How 3 healthcare organizations are using generative AI

The use of generative AI — specifically large language models (LLMs) — has the potential to transform healthcare. Already, we’re working with healthcare organizations to create AI solutions that help them tackle administrative and operational challenges, like searching for information and documentation, that often take valuable time away from researchers and clinicians.

In April, Med-PaLM 2, our medically-tuned version of PaLM 2, was made available to a select group of customers to explore use cases and share feedback. Through our close work with these early testers, we’ve been able to progress the technology and are ready to share with more customers. Next month, we’ll make Med-PaLM 2, which supports HIPAA compliance, available as a preview to more customers in the healthcare and life sciences industry — a critical step to developing our LLMs safely and responsibly.

Here’s a look at how some of our early adopters see generative AI supporting their organizations.

Bayer Pharma: Improving clinical trial processes

Developing new pharmaceutical products is time intensive and costly — the entire process, from ideation to launch, can take up to 12-15 years and cost an upwards of $1 billion. There are some parts of the complex process that AI may be able to speed up.

Bayer Pharmaceuticals is exploring how generative AI solutions, like Google Cloud’s Vertex AI and Med-PaLM 2, can help bring drugs to market. Generative AI can help researchers more easily access, identify and correlate data, mine large troves of research data for possible connections, and even automate the time-intensive tasks of drafting clinical trial communications and helping translate them to different languages.

This work builds on our ongoing collaboration with Bayer to accelerate drug discovery with high-performance compute power, which includes efforts to run Bayer’s large quantum chemistry calculations at scale with Google Cloud Tensor Processing Units (TPUs).

HCA Healthcare: Improving documentation and workflow for clinicians

For healthcare providers, documentation is a time-intensive but important process. HCA Healthcare is collaborating with Google Cloud on the use of generative AI to support doctors and nurses to reduce the burden of administrative tasks. This is part of a strategic partnership announced in 2021, which includes safeguards to protect patient privacy and data security.

Currently, HCA Healthcare is piloting a solution that extracts information from physician-patient conversations to help create medical notes. Providers use their hands-free devices with an app built by Augmedix that securely creates draft clinical notes automatically after each patient visit. Physicians then review and finalize the notes before they are transferred in real-time to the electronic health record (EHR). This can eliminate the need for manual entry or dictation, freeing up time to focus on patient care. HCA Healthcare plans to expand this solution to more hospitals later this year.

HCA Healthcare is also looking at ways to improve patient handoffs between nurses with generative AI. At hospitals across the country, this is typically a manual task, where nurses communicate things like a patient’s vitals, lab results, patient concerns and overall response to treatment to help the incoming nurse get up to speed. HCA Healthcare is exploring how generative AI systems can standardize and automate this process, helping promote continuity, consistency, patient safety and clinical quality, and save time.

MEDITECH: Making it easier to search and summarize electronic health records

Clinicians rely on electronic health records to deliver care. However, medical records are dense and complex, and patient data is often stored across multiple systems — making it difficult for clinicians to access all the information they need.

MEDITECH is already working to power the search and summarization experience within their EHR, MEDITECH Expanse, with our AI technology. They hope to use the technology to bring together information from different sources and create a longitudinal view of the patient’s record. They’re also exploring how Med-PaLM 2 can enhance their solutions, including helping clinicians get a deeper understanding of a patient’s history. For instance, a clinician could ask questions about a patient’s condition and identify relevant results that include patient records, clinical guidelines, and research articles. MEDITECH is excited about the potential for AI systems to automate the generation of clinical documentation, like discharge summaries and nursing shift change summaries, helping healthcare professionals save time and improve the efficiency of care delivery.

Additional healthcare and life science organizations also announced they’re using Google Cloud’s generative AI technology, including Ginkgo Bioworks, Hackensack Meridian Health, Huma Therapeutics, and Infinitus Systems Inc.

Working with healthcare organizations to trial new generative AI solutions is a critical step toward building safe and helpful AI technology. Their feedback and insight are crucial as we continue using generative AI to help more organizations transform patient care.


## EXERCISE:
From the line containing "Click and drag to select <b>glasses</b>." down to the line containing "Image size is" in the records below, reproduce every line exactly, ends included, and omit all others.

## WORKING DATA:
______________________________

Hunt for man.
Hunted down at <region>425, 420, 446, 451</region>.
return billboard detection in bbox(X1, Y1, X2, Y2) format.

______________________________

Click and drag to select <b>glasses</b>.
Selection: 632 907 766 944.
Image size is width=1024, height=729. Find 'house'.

______________________________

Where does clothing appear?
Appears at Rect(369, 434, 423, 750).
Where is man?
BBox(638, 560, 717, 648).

______________________________

## RESPONSE:
Click and drag to select <b>glasses</b>.
Selection: 632 907 766 944.
Image size is width=1024, height=729. Find 'house'.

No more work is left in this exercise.